You'll need to identify the first partition on your second disk, in my cause that is scsi-1ATA_ST3160021A_5KJ2348LN-part1 which you'll want to use in place of hdb1 (sdb1 in my case).

Since you should already have the /mnt/2drive folder in place, your next command would be (change the disk id to match yours): sudo mount /dev/disk/by-id/scsi-1ATA_ST3160021A_5KJ2348LN-part1 /mnt/2drive

And you should be able to read and write to your second disk by going to /mnt/2drive.

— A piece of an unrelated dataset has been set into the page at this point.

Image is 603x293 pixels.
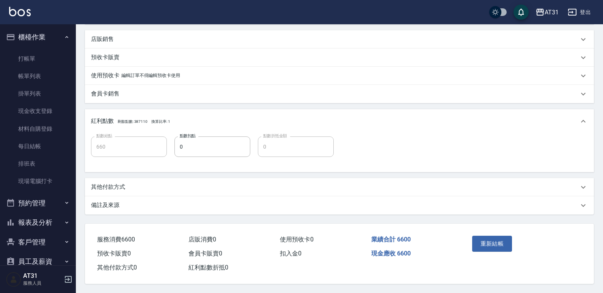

For your fstab you would put (again use your disk id): /dev/disk/by-id/scsi-1ATA_ST3160021A_5KJ2348LN-part1 /mnt/2drive ext3 defaults 0 2

That should be it. I don't know where you are getting the rest of your information from but /dev/mapper/ is a container for _special_ file systems, such as in the case of on the fly encryption using luks, you would unlock your encrypted disk and have luks create a virtual device in /dev/mapper/ for you to mount with (as if it was a normal hard drive).

Even by switching to KDE your keystrokes here for mounting disks would be the same... However, I know Kubuntu has a easy to use GUI file system management tool similar to the one in windows that would let you do all of this without having to use the shell or edit fstab manually. Since you are just getting started with learning Linux, it might be better for you to stick with GUI tools for these sort of processes. The worst thing is for you to get needlessly frustrated with trying to learn a small manual process when there are tools to do this for you, and ultimately have a negative experience. Last time I'll say it, but to reiterate my KDE suggestion, if you are a windows user, KDE is still a world of difference but with a similar methodology. Personally (not to start a flame war of anything), I think gnome looks great with wonderful fonts and themes, but mind numbingly irritating to use. :)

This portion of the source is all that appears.